* EXERCISE AIM:
Each line from the one containing "Find the location" through the final line below must be reproduced exactly, and no others.

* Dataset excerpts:
□ □ □ □ □ □ □

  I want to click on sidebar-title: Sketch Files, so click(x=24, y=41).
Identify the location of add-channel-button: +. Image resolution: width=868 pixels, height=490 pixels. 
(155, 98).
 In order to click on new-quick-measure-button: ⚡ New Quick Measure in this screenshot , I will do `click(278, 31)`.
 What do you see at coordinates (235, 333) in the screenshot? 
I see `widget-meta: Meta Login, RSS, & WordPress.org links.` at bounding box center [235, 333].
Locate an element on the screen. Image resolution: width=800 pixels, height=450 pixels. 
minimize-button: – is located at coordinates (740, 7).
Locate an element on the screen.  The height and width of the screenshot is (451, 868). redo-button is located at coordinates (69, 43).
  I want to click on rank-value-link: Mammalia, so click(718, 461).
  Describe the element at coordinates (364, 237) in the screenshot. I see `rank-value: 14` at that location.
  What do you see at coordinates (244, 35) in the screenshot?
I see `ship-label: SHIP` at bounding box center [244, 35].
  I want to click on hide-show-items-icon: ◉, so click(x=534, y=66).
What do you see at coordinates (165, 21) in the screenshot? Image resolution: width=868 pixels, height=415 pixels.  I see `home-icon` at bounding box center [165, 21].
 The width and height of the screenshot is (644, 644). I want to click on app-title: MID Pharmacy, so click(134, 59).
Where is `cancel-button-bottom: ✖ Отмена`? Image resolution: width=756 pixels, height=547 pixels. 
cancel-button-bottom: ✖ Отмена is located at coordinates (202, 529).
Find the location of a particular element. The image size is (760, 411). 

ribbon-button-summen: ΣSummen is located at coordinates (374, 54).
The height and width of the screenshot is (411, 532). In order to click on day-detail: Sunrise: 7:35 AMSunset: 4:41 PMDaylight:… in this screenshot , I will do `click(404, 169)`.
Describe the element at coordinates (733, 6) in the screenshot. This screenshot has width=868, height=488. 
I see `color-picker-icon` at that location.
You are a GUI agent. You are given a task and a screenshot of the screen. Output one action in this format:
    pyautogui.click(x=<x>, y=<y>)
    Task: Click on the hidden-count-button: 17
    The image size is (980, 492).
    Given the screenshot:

□ □ □ □ □ □ □

* ANSWER FOR THE TASK:
Find the location of a particular element. The image size is (760, 411). 

ribbon-button-summen: ΣSummen is located at coordinates (374, 54).
The height and width of the screenshot is (411, 532). In order to click on day-detail: Sunrise: 7:35 AMSunset: 4:41 PMDaylight:… in this screenshot , I will do `click(404, 169)`.
Describe the element at coordinates (733, 6) in the screenshot. This screenshot has width=868, height=488. 
I see `color-picker-icon` at that location.
You are a GUI agent. You are given a task and a screenshot of the screen. Output one action in this format:
    pyautogui.click(x=<x>, y=<y>)
    Task: Click on the hidden-count-button: 17
    The image size is (980, 492).
    Given the screenshot:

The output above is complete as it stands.